Recently I had a little discussion with somebody who claimed that morality comes from within and that it is (therefore) totally subjective. — Matias
That's my view. (Not that I'm the person you had the discussion with.)
If they were, it would be up to any individual either to create or to sample his or her own morality, j — Matias
And indeed it is.
a moral system - unlike a piece of pop-music - has to be coherent and consistent. — Matias
No idea where you're getting that notion from. (Assuming it even works where we're talking about utterances that do not have truth values.)

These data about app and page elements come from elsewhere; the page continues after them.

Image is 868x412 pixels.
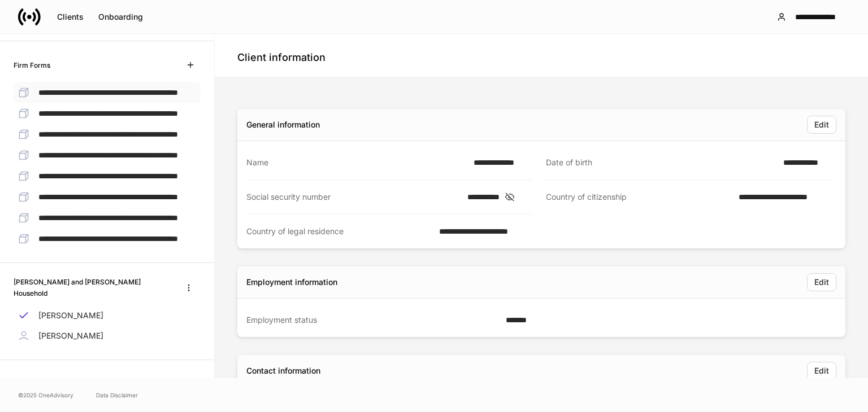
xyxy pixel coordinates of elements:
[50,8,91,26] button: Clients
[91,8,150,26] button: Onboarding
[13,60,50,70] h6: Firm Forms
[807,116,836,134] button: Edit
[807,273,836,292] button: Edit
[246,119,320,131] div: General information
[814,121,828,129] div: Edit
[13,326,200,346] a: [PERSON_NAME]
[246,192,460,203] div: Social security number
[814,278,828,286] div: Edit
[546,157,776,169] div: Date of birth
[246,314,499,326] div: Employment status
[98,13,143,21] div: Onboarding
[39,310,104,322] p: [PERSON_NAME]
[39,330,104,342] p: [PERSON_NAME]
[246,226,432,237] div: Country of legal residence
[246,157,467,169] div: Name
[546,192,732,203] div: Country of citizenship
[814,367,828,375] div: Edit
[57,13,83,21] div: Clients
[246,365,321,377] div: Contact information
[807,362,836,380] button: Edit
[237,51,325,64] h4: Client information
[246,277,337,288] div: Employment information
[13,277,168,299] h6: [PERSON_NAME] and [PERSON_NAME] Household
[18,391,74,400] span: © 2025 OneAdvisory
[13,306,200,326] a: [PERSON_NAME]
[96,391,138,400] a: Data Disclaimer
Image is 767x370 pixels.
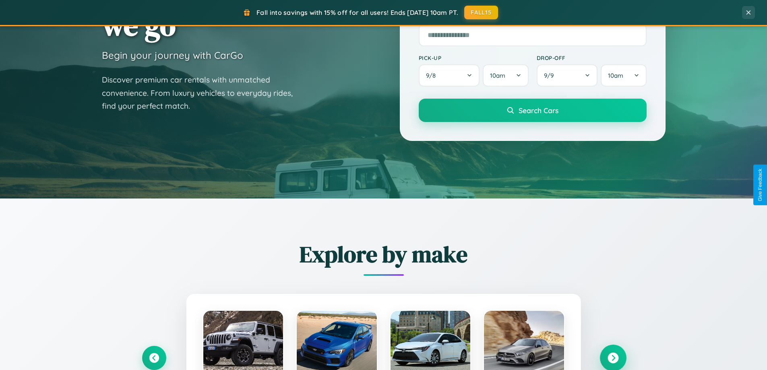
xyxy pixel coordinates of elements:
[518,106,558,115] span: Search Cars
[419,99,646,122] button: Search Cars
[544,72,557,79] span: 9 / 9
[142,239,625,270] h2: Explore by make
[537,54,646,61] label: Drop-off
[490,72,505,79] span: 10am
[419,54,528,61] label: Pick-up
[256,8,458,17] span: Fall into savings with 15% off for all users! Ends [DATE] 10am PT.
[601,64,646,87] button: 10am
[102,49,243,61] h3: Begin your journey with CarGo
[483,64,528,87] button: 10am
[537,64,598,87] button: 9/9
[757,169,763,201] div: Give Feedback
[426,72,440,79] span: 9 / 8
[464,6,498,19] button: FALL15
[102,73,303,113] p: Discover premium car rentals with unmatched convenience. From luxury vehicles to everyday rides, ...
[608,72,623,79] span: 10am
[419,64,480,87] button: 9/8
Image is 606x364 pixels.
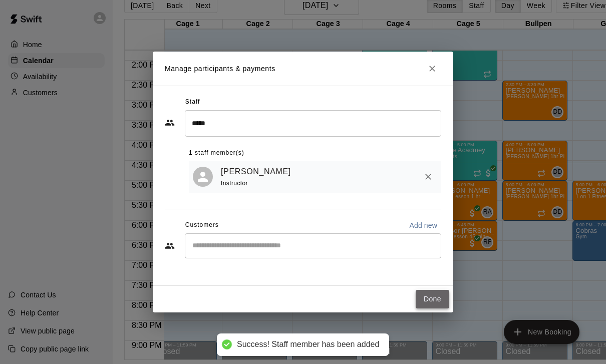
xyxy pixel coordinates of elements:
div: Joe Ferro [193,167,213,187]
div: Start typing to search customers... [185,233,441,258]
div: Search staff [185,110,441,137]
button: Remove [419,168,437,186]
a: [PERSON_NAME] [221,165,291,178]
svg: Staff [165,118,175,128]
button: Done [416,290,449,309]
button: Close [424,60,441,77]
svg: Customers [165,241,175,251]
span: Staff [186,94,200,110]
button: Add new [405,218,441,233]
span: 1 staff member(s) [189,146,245,161]
p: Add new [409,220,437,230]
span: Instructor [221,180,248,187]
span: Customers [186,218,219,233]
div: Success! Staff member has been added [237,340,379,350]
p: Manage participants & payments [165,64,275,74]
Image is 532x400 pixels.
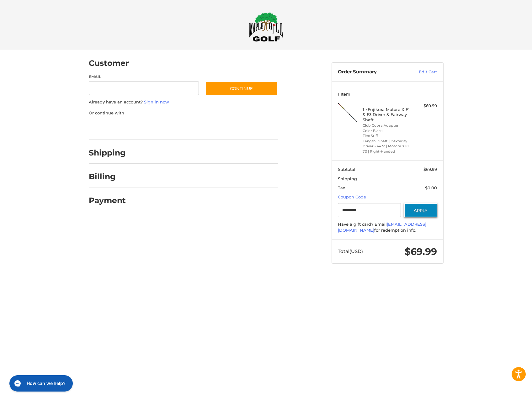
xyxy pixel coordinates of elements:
[406,69,437,75] a: Edit Cart
[144,99,169,104] a: Sign in now
[89,99,278,105] p: Already have an account?
[89,74,200,80] label: Email
[434,176,437,182] span: --
[363,123,411,129] li: Club Cobra Adapter
[248,12,284,42] img: Maple Hill Golf
[89,148,125,158] h2: Shipping
[205,81,278,95] button: Continue
[363,107,411,122] h4: 1 x Fujikura Motore X F1 & F3 Driver & Fairway Shaft
[338,186,345,191] span: Tax
[89,110,278,116] p: Or continue with
[405,246,437,257] span: $69.99
[338,195,366,200] a: Coupon Code
[363,129,411,134] li: Color Black
[338,222,437,234] div: Have a gift card? Email for redemption info.
[338,69,406,75] h3: Order Summary
[86,122,134,134] iframe: PayPal-paypal
[363,134,411,138] li: Flex Stiff
[338,204,401,218] input: Gift Certificate or Coupon Code
[412,103,437,109] div: $69.99
[338,248,363,254] span: Total (USD)
[193,122,240,134] iframe: PayPal-venmo
[89,172,125,182] h2: Billing
[140,122,187,134] iframe: PayPal-paylater
[89,59,129,68] h2: Customer
[89,196,125,205] h2: Payment
[7,373,75,394] iframe: Gorgias live chat messenger
[363,138,411,154] li: Length | Shaft | Dexterity Driver - 44.5" | Motore X F1 70 | Right-Handed
[425,186,437,191] span: $0.00
[338,167,355,172] span: Subtotal
[338,91,437,97] h3: 1 Item
[404,204,437,218] button: Apply
[338,176,357,182] span: Shipping
[424,167,437,172] span: $69.99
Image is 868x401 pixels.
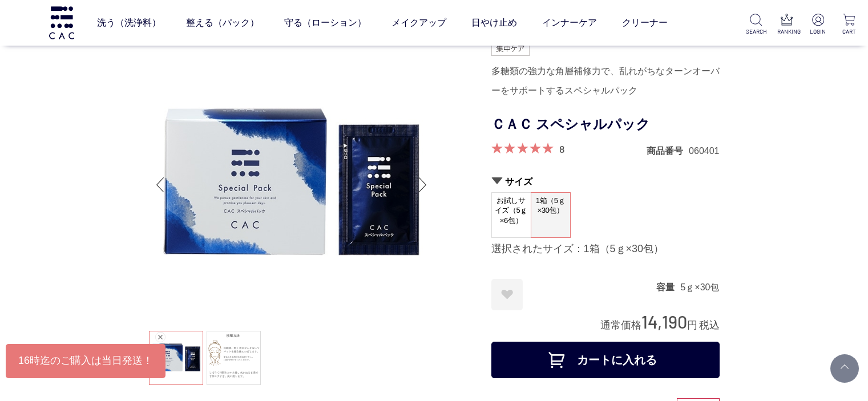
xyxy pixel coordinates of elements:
[186,7,259,39] a: 整える（パック）
[656,281,680,293] dt: 容量
[411,162,434,207] div: Next slide
[149,42,434,327] img: ＣＡＣ スペシャルパック 1箱（5ｇ×30包）
[491,175,720,188] h2: サイズ
[149,162,172,207] div: Previous slide
[542,7,597,39] a: インナーケア
[777,14,797,36] a: RANKING
[491,279,522,311] a: お気に入りに登録する
[48,6,76,39] img: logo
[689,145,719,157] dd: 060401
[531,193,570,226] span: 1箱（5ｇ×30包）
[622,7,668,39] a: クリーナー
[491,242,720,256] div: 選択されたサイズ：1箱（5ｇ×30包）
[491,62,720,100] div: 多糖類の強力な角層補修力で、乱れがちなターンオーバーをサポートするスペシャルパック
[97,7,161,39] a: 洗う（洗浄料）
[687,320,697,331] span: 円
[838,27,859,36] p: CART
[808,14,828,36] a: LOGIN
[471,7,517,39] a: 日やけ止め
[808,27,828,36] p: LOGIN
[647,145,689,157] dt: 商品番号
[491,112,720,137] h1: ＣＡＣ スペシャルパック
[838,14,859,36] a: CART
[746,14,765,36] a: SEARCH
[600,320,641,331] span: 通常価格
[559,142,564,155] a: 8
[680,281,719,293] dd: 5ｇ×30包
[391,7,446,39] a: メイクアップ
[491,342,720,378] button: カートに入れる
[492,193,531,229] span: お試しサイズ（5ｇ×6包）
[699,320,720,331] span: 税込
[746,27,765,36] p: SEARCH
[777,27,797,36] p: RANKING
[641,311,687,332] span: 14,190
[284,7,366,39] a: 守る（ローション）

Therefore moral values and rules exist "out there", they are not objective like the moon, but they have a status that is beyond personal whims and predilections. — Matias
What would that even mean? They're not objective like the moon, but they're not subjective either. What's the third option? (And if it's going to be "intersubjectivity," that doesn't amount to anything aside from the fact that people have subjective moral views that they can then utter objective agreement about, interact with other people with respect to, etc.)

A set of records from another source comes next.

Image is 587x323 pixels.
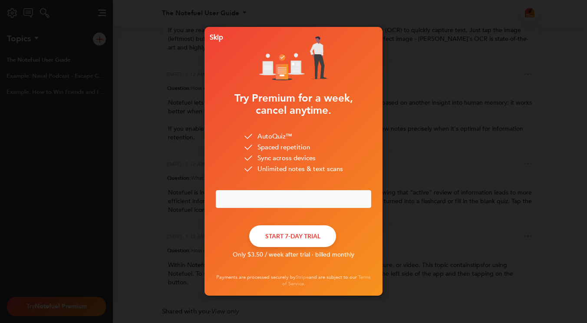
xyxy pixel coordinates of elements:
[206,34,223,40] div: Skip
[225,195,362,203] iframe: Secure card payment input frame
[282,274,371,287] a: Terms of Service
[234,91,353,118] span: Try Premium for a week, cancel anytime.
[259,36,328,80] img: illustration1.png
[244,155,252,162] img: bullet.png
[207,30,222,45] button: Skip
[244,132,292,143] div: AutoQuiz™
[249,225,336,247] button: START 7-DAY TRIAL
[244,145,252,151] img: bullet.png
[244,143,310,154] div: Spaced repetition
[244,134,252,140] img: bullet.png
[244,154,316,165] div: Sync across devices
[207,274,380,287] div: Payments are processed securely by and are subject to our .
[296,274,309,280] a: Stripe
[244,165,343,175] div: Unlimited notes & text scans
[207,250,380,259] div: Only $3.50 / week after trial · billed monthly
[244,166,252,173] img: bullet.png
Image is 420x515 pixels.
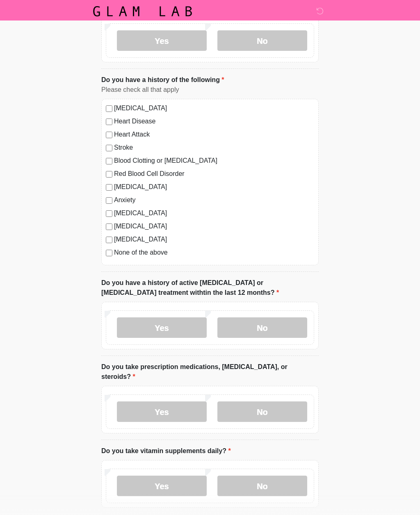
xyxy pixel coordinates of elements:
label: Stroke [114,142,314,153]
label: No [217,476,307,497]
label: Do you have a history of the following [101,75,224,85]
label: [MEDICAL_DATA] [114,235,314,244]
label: [MEDICAL_DATA] [114,182,314,192]
label: Heart Disease [114,116,314,127]
label: Blood Clotting or [MEDICAL_DATA] [114,156,314,166]
label: Do you take vitamin supplements daily? [101,447,231,456]
input: [MEDICAL_DATA] [106,236,112,244]
label: Yes [117,476,207,497]
input: Anxiety [106,197,112,204]
label: No [217,402,307,422]
label: Heart Attack [114,130,314,139]
label: No [217,30,307,51]
label: Yes [117,402,207,422]
label: No [217,318,307,338]
input: Blood Clotting or [MEDICAL_DATA] [106,158,112,165]
label: Yes [117,30,207,51]
label: Do you have a history of active [MEDICAL_DATA] or [MEDICAL_DATA] treatment withtin the last 12 mo... [101,278,318,298]
label: [MEDICAL_DATA] [114,221,314,232]
input: [MEDICAL_DATA] [106,184,112,191]
input: Heart Attack [106,131,112,139]
input: Heart Disease [106,119,112,125]
label: Red Blood Cell Disorder [114,169,314,179]
img: Glam Lab Logo [93,6,192,17]
input: None of the above [106,250,112,256]
input: Stroke [106,145,112,151]
input: Red Blood Cell Disorder [106,171,112,178]
label: Yes [117,318,207,338]
label: Anxiety [114,195,314,205]
input: [MEDICAL_DATA] [106,105,112,112]
div: Please check all that apply [101,85,318,95]
label: [MEDICAL_DATA] [114,103,314,113]
input: [MEDICAL_DATA] [106,210,112,217]
label: None of the above [114,248,314,258]
label: [MEDICAL_DATA] [114,209,314,218]
label: Do you take prescription medications, [MEDICAL_DATA], or steroids? [101,362,318,382]
input: [MEDICAL_DATA] [106,224,112,230]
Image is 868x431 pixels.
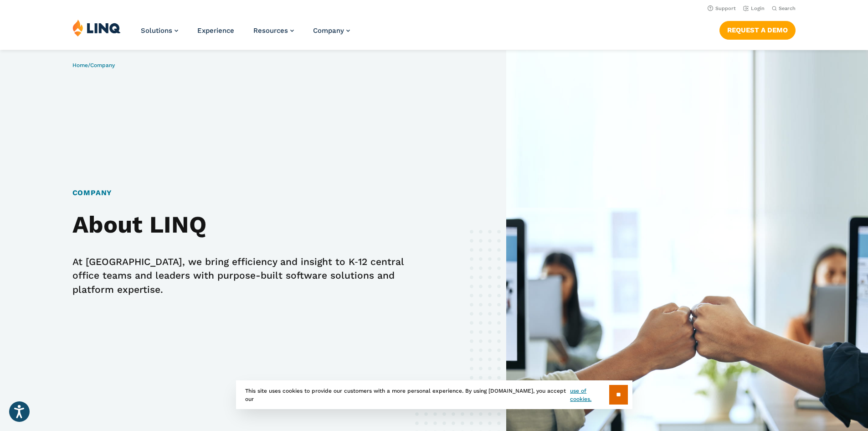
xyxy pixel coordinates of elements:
a: Company [313,26,350,35]
span: Search [779,6,796,11]
span: / [73,62,115,68]
span: Solutions [141,26,172,35]
span: Company [313,26,344,35]
a: Request a Demo [720,21,796,39]
span: Resources [253,26,288,35]
nav: Primary Navigation [141,19,350,49]
a: Login [743,6,765,11]
a: use of cookies. [570,387,609,403]
h2: About LINQ [73,211,415,239]
img: LINQ | K‑12 Software [73,19,121,37]
div: This site uses cookies to provide our customers with a more personal experience. By using [DOMAIN... [236,380,633,409]
a: Experience [197,26,234,35]
a: Home [73,62,88,68]
button: Open Search Bar [772,5,796,12]
a: Resources [253,26,294,35]
a: Support [708,6,736,11]
h1: Company [73,187,415,199]
p: At [GEOGRAPHIC_DATA], we bring efficiency and insight to K‑12 central office teams and leaders wi... [73,255,415,296]
span: Company [90,62,115,68]
nav: Button Navigation [720,19,796,39]
a: Solutions [141,26,178,35]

I am (more or less) "free" to choose or adopt among existing moral systems (i.e. values and rules), — Matias
I don't think you are, really. Just as with beliefs, we don't really
choose them. That doesn't mean that we can't influence them at all--although it's not necessarily easy to influence them, but it's not like picking an ice cream flavor or something like that. You're going to believe what you do, feel what you do (about moral issues, etc.) because of dispositions you have, because of deep-rooted other beliefs and feelings you have, etc., where you didn't simply choose your dispositions.
Another point liberal Westerners tend to forget: That we are able to leave the moral world of our family in order go "shopping around" in the market of existing moral systems is a privilege and an exception; it is not typical for morality as such. My guess is that if the vast majority of all people of the present or the past abandoned the moral system of their group (family, caste, class, village...) they suffered severe consequences, from being just the village weirdo, to being ostracized or even killed ("honor killings"). Those who take the moral world of the USA or Germany (as they are today!) to be representative for humankind in general must be really blinkered. — Matias
Here, you're confusing ways that one must behave publicly for practical purposes (to avoid being ostracized, jailed, lynched, whatever) with personal beliefs, feelings, etc.
Morality is a *social* phenomenon — Matias
People interact with each other in many ways that are related to their moral views. That doesn't make the moral views the same as that interaction. That's putting the cart before the horse. If you don't actually
feel that such and such behavior is right/wrong, permissible/impermissible, etc., then it's not a moral view that you hold (even though, for practical purposes, you might publicly act as if you do hold that view). Such feelings can't obtain socially.